Danh Vo’s piecemeal re-creation of the Statue of Liberty is a powerful statement of the immigrant experience. Vo fled Vietnam with his family in 1979, when he was four, and was picked up by a Danish container vessel in the Pacific. Though their original goal was to come to the United States, they were granted asylum in Denmark and became Danish citizens. Vo has been haunted and intrigued by this almost random immigrant redirection, as well as what determines cultural and political identity. A significant meta piece of the exhibit is the itinerant, impermanent, and constantly changing pieces of the exhibit as a literal reminder of the immigrant experience, as well.
This is not the first time that Vo has dealt with dislocation. His “Les fleurs d’interieur” (2009) displays one of the 19th century chandeliers, that Vo carefully dismantled (before the room was renovated), which hung in the room at the Hotel Majestic in Paris where the Peace Treaty between the United States, North and South Vietnam was signed in 1973. The dislocation of the contextual, the beauty and the intricacy of the cut glass, and the poignant closure and painful history it oversaw create a powerful tension (as well as including the French involvement)— just as the pieces of the Statue of Liberty and its symbolic hope and embrace of difference, are dismantled and constantly reconfigured in “We the People.”

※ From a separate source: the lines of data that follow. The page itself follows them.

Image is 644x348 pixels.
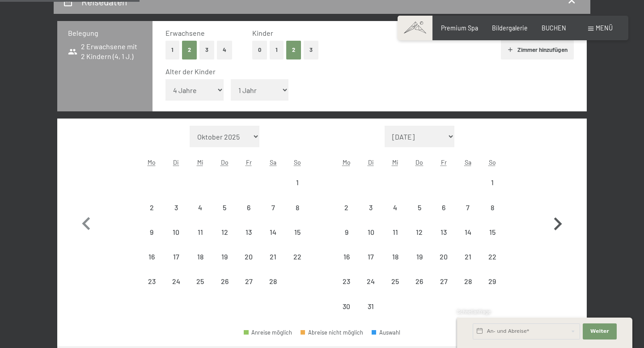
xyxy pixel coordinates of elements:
div: 16 [140,253,163,275]
div: 2 [140,204,163,227]
div: Anreise nicht möglich [188,245,212,269]
abbr: Montag [147,158,156,166]
div: 11 [384,228,406,251]
div: Fri Feb 06 2026 [237,195,261,219]
div: Anreise nicht möglich [432,195,456,219]
div: Anreise nicht möglich [212,220,237,244]
div: 25 [189,278,212,300]
div: 9 [335,228,358,251]
div: Sat Feb 07 2026 [261,195,285,219]
div: Anreise nicht möglich [237,245,261,269]
h3: Belegung [68,28,142,38]
button: 1 [166,41,179,59]
div: Anreise nicht möglich [261,220,285,244]
div: Anreise nicht möglich [480,269,505,294]
abbr: Mittwoch [392,158,398,166]
div: Wed Feb 04 2026 [188,195,212,219]
button: 0 [252,41,267,59]
div: Fri Feb 27 2026 [237,269,261,294]
div: Mon Feb 02 2026 [139,195,164,219]
div: 8 [481,204,504,227]
div: Anreise nicht möglich [334,245,359,269]
div: Fri Mar 13 2026 [432,220,456,244]
div: Tue Mar 17 2026 [359,245,383,269]
div: Wed Mar 04 2026 [383,195,407,219]
abbr: Samstag [465,158,471,166]
button: 4 [217,41,232,59]
div: 29 [481,278,504,300]
div: Anreise nicht möglich [188,269,212,294]
div: 11 [189,228,212,251]
span: BUCHEN [541,24,566,32]
button: 3 [304,41,319,59]
div: Anreise nicht möglich [261,245,285,269]
div: 15 [481,228,504,251]
div: Sat Feb 21 2026 [261,245,285,269]
abbr: Freitag [441,158,447,166]
div: Anreise nicht möglich [383,195,407,219]
div: Anreise nicht möglich [407,195,432,219]
div: 5 [213,204,236,227]
abbr: Montag [343,158,351,166]
div: Thu Mar 12 2026 [407,220,432,244]
div: Anreise nicht möglich [407,269,432,294]
div: Sun Mar 01 2026 [480,170,505,194]
div: Thu Mar 05 2026 [407,195,432,219]
div: 28 [262,278,285,300]
div: 20 [238,253,260,275]
div: Anreise nicht möglich [383,245,407,269]
div: Fri Feb 13 2026 [237,220,261,244]
div: Anreise nicht möglich [164,195,188,219]
div: Anreise nicht möglich [139,245,164,269]
div: Anreise nicht möglich [480,195,505,219]
div: Wed Feb 25 2026 [188,269,212,294]
div: Abreise nicht möglich [300,330,363,335]
span: Bildergalerie [492,24,528,32]
div: Anreise möglich [244,330,292,335]
div: Tue Mar 31 2026 [359,294,383,318]
div: 12 [213,228,236,251]
div: Sun Feb 01 2026 [285,170,309,194]
div: 13 [238,228,260,251]
div: 1 [481,179,504,201]
span: Erwachsene [166,29,205,37]
div: Anreise nicht möglich [432,269,456,294]
span: Menü [596,24,612,32]
div: 17 [359,253,382,275]
div: Anreise nicht möglich [188,220,212,244]
abbr: Mittwoch [197,158,204,166]
div: Wed Mar 18 2026 [383,245,407,269]
div: Mon Mar 16 2026 [334,245,359,269]
div: Anreise nicht möglich [164,220,188,244]
div: Fri Mar 20 2026 [432,245,456,269]
div: 1 [286,179,308,201]
div: 5 [408,204,431,227]
div: 14 [262,228,285,251]
div: Anreise nicht möglich [359,195,383,219]
div: Wed Feb 18 2026 [188,245,212,269]
div: Tue Feb 03 2026 [164,195,188,219]
div: Anreise nicht möglich [212,245,237,269]
abbr: Sonntag [489,158,496,166]
abbr: Donnerstag [221,158,228,166]
div: Anreise nicht möglich [334,294,359,318]
div: Thu Mar 26 2026 [407,269,432,294]
div: Anreise nicht möglich [480,170,505,194]
div: Sun Feb 08 2026 [285,195,309,219]
div: 28 [457,278,479,300]
div: 3 [359,204,382,227]
div: 24 [165,278,187,300]
div: Anreise nicht möglich [383,220,407,244]
div: Anreise nicht möglich [237,220,261,244]
div: Thu Feb 05 2026 [212,195,237,219]
div: Mon Mar 02 2026 [334,195,359,219]
div: 6 [238,204,260,227]
div: Anreise nicht möglich [261,269,285,294]
button: 3 [199,41,214,59]
div: 26 [213,278,236,300]
div: Anreise nicht möglich [334,220,359,244]
div: Anreise nicht möglich [188,195,212,219]
div: Anreise nicht möglich [237,195,261,219]
div: Fri Mar 27 2026 [432,269,456,294]
div: Anreise nicht möglich [212,269,237,294]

xx(photographs by Nils Klinger)
Not sure if part of what he is saying is that “Liberty” and “Democracy” is falling to pieces?
OR
MH
CAN BE
RECONSTRUCTED
REDISCOVERED
RELOCATED
ITIS
ALWAYS
A CHANGING
GAME
ONCE
AGAIN
YOU
HAVE
FOUND
WONDERMENT
Making meaning out of the random chaos of our universe seems to engage us in the most intriguing ways. Love this story, thanks.